Log In

Reset Password
BERMUDA | RSS PODCAST

Tornadoes claim lives in the US

An unidentified emergency responder combs through the wreckage of a destroyed home after a tornado touched down, Wednesday, April 27, 2011 in Smithville, Miss.(AP Photo/The Northeast Mississippi Daily Journal, C. Todd Sherman)

Dozens of tornadoes spawned by a powerful storm system wiped out neighborhoods across a wide swath of the South, killing at least 201 people in the deadliest outbreak in nearly 40 years, and officials said Thursday they expected the death toll to rise.Alabama’s state emergency management agency said it had confirmed 131 deaths, while there were 32 in Mississippi, 16 in Tennessee, 13 in Georgia, eight in Virginia and one in Kentucky.The National Weather Service’s Storm Prediction Center in Norman, Okla., said it received 137 tornado reports around the regions into Wednesday night.“We were in the bathroom holding on to each other and holding on to dear life,” said Samantha Nail, who lives in a blue-collar subdivision in the Birmingham suburb of Pleasant Grove where the storm slammed heavy pickup trucks into ditches and obliterated tidy brick houses, leaving behind a mess of mattresses, electronics and children’s toys scattered across a grassy plain where dozens used to live. “If it wasn’t for our concrete walls, our home would be gone like the rest of them.”Dave Imy, a meteorologist with the prediction service, said the deaths were the most in a tornado outbreak since 1974, when 315 people died.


Instructions to follow: The entries must be restated exactly as written.

(Data entries)
------------------------------------------------------------
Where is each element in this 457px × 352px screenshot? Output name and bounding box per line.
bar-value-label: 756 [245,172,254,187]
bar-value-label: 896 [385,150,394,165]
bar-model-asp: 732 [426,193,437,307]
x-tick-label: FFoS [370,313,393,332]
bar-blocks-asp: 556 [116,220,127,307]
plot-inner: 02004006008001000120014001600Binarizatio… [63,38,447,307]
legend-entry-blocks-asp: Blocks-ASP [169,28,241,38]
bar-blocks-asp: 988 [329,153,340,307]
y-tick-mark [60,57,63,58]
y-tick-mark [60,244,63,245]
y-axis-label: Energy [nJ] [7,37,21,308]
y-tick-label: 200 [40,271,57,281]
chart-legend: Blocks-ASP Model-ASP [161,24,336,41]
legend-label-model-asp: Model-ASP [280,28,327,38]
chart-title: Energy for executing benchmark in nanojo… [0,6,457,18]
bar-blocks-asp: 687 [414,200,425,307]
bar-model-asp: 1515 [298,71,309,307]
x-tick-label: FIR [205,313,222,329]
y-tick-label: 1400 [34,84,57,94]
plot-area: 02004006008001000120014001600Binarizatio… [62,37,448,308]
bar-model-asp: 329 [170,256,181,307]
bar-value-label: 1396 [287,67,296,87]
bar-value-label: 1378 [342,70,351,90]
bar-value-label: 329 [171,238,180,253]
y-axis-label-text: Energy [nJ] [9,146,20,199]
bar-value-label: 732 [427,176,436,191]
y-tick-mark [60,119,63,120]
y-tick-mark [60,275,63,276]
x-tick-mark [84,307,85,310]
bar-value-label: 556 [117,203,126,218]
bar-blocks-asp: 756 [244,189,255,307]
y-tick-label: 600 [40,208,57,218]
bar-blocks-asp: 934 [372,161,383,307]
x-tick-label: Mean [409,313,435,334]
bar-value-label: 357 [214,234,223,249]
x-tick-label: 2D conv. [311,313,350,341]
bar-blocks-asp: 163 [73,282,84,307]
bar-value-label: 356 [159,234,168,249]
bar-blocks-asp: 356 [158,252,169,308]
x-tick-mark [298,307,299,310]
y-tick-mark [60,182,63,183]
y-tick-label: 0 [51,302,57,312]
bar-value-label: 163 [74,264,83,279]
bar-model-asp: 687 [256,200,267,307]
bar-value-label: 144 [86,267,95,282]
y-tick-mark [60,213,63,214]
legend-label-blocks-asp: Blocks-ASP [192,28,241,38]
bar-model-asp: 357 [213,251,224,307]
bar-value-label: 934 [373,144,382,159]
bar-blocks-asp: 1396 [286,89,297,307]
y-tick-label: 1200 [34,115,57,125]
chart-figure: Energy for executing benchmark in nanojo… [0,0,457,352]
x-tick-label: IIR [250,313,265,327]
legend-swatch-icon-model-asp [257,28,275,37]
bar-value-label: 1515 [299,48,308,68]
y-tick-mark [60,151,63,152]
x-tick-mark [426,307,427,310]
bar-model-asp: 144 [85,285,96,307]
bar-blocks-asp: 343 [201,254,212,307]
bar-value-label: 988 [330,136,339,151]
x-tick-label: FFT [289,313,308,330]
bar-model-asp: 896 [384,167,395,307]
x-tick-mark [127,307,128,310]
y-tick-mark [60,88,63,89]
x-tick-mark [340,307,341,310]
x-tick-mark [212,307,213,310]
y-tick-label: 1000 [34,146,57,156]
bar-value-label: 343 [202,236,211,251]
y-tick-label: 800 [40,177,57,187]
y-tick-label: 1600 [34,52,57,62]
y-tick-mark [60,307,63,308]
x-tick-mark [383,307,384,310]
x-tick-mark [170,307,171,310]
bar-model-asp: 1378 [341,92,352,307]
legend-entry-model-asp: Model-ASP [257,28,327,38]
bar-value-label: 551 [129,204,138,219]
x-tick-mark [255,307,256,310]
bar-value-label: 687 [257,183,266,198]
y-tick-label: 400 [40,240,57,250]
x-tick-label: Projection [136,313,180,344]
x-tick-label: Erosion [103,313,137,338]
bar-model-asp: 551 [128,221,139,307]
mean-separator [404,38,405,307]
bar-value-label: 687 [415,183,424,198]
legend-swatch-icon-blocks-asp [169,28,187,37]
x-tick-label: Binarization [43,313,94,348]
------------------------------------------------------------
Answer space:
Where is each element in this 457px × 352px screenshot? Output name and bounding box per line.
bar-value-label: 756 [245,172,254,187]
bar-value-label: 896 [385,150,394,165]
bar-model-asp: 732 [426,193,437,307]
x-tick-label: FFoS [370,313,393,332]
bar-blocks-asp: 556 [116,220,127,307]
plot-inner: 02004006008001000120014001600Binarizatio… [63,38,447,307]
legend-entry-blocks-asp: Blocks-ASP [169,28,241,38]
bar-blocks-asp: 988 [329,153,340,307]
y-tick-mark [60,57,63,58]
y-tick-mark [60,244,63,245]
y-axis-label: Energy [nJ] [7,37,21,308]
y-tick-label: 200 [40,271,57,281]
chart-legend: Blocks-ASP Model-ASP [161,24,336,41]
legend-label-model-asp: Model-ASP [280,28,327,38]
chart-title: Energy for executing benchmark in nanojo… [0,6,457,18]
bar-blocks-asp: 687 [414,200,425,307]
bar-model-asp: 1515 [298,71,309,307]
x-tick-label: FIR [205,313,222,329]
y-tick-label: 1400 [34,84,57,94]
plot-area: 02004006008001000120014001600Binarizatio… [62,37,448,308]
bar-model-asp: 329 [170,256,181,307]
bar-value-label: 1396 [287,67,296,87]
bar-value-label: 1378 [342,70,351,90]
bar-value-label: 329 [171,238,180,253]
y-axis-label-text: Energy [nJ] [9,146,20,199]
bar-value-label: 732 [427,176,436,191]
y-tick-mark [60,119,63,120]
y-tick-mark [60,275,63,276]
x-tick-mark [84,307,85,310]
bar-value-label: 556 [117,203,126,218]
bar-blocks-asp: 756 [244,189,255,307]
y-tick-label: 600 [40,208,57,218]
bar-blocks-asp: 934 [372,161,383,307]
x-tick-label: Mean [409,313,435,334]
bar-value-label: 357 [214,234,223,249]
x-tick-label: 2D conv. [311,313,350,341]
bar-blocks-asp: 163 [73,282,84,307]
bar-value-label: 356 [159,234,168,249]
bar-blocks-asp: 356 [158,252,169,308]
x-tick-mark [298,307,299,310]
y-tick-mark [60,182,63,183]
y-tick-label: 0 [51,302,57,312]
bar-value-label: 163 [74,264,83,279]
bar-model-asp: 687 [256,200,267,307]
bar-value-label: 144 [86,267,95,282]
y-tick-mark [60,213,63,214]
legend-label-blocks-asp: Blocks-ASP [192,28,241,38]
bar-model-asp: 357 [213,251,224,307]
bar-value-label: 934 [373,144,382,159]
bar-blocks-asp: 1396 [286,89,297,307]
y-tick-label: 1200 [34,115,57,125]
chart-figure: Energy for executing benchmark in nanojo… [0,0,457,352]
x-tick-label: IIR [250,313,265,327]
legend-swatch-icon-model-asp [257,28,275,37]
bar-value-label: 1515 [299,48,308,68]
y-tick-mark [60,151,63,152]
x-tick-mark [426,307,427,310]
bar-model-asp: 144 [85,285,96,307]
bar-blocks-asp: 343 [201,254,212,307]
bar-value-label: 988 [330,136,339,151]
x-tick-label: FFT [289,313,308,330]
bar-model-asp: 896 [384,167,395,307]
x-tick-mark [127,307,128,310]
y-tick-mark [60,88,63,89]
x-tick-mark [340,307,341,310]
x-tick-mark [212,307,213,310]
y-tick-label: 1000 [34,146,57,156]
bar-value-label: 343 [202,236,211,251]
y-tick-label: 800 [40,177,57,187]
y-tick-label: 1600 [34,52,57,62]
y-tick-mark [60,307,63,308]
x-tick-mark [383,307,384,310]
x-tick-mark [170,307,171,310]
bar-model-asp: 1378 [341,92,352,307]
legend-entry-model-asp: Model-ASP [257,28,327,38]
bar-value-label: 551 [129,204,138,219]
x-tick-mark [255,307,256,310]
bar-value-label: 687 [257,183,266,198]
y-tick-label: 400 [40,240,57,250]
x-tick-label: Projection [136,313,180,344]
x-tick-label: Erosion [103,313,137,338]
bar-model-asp: 551 [128,221,139,307]
mean-separator [404,38,405,307]
bar-value-label: 687 [415,183,424,198]
legend-swatch-icon-blocks-asp [169,28,187,37]
x-tick-label: Binarization [43,313,94,348]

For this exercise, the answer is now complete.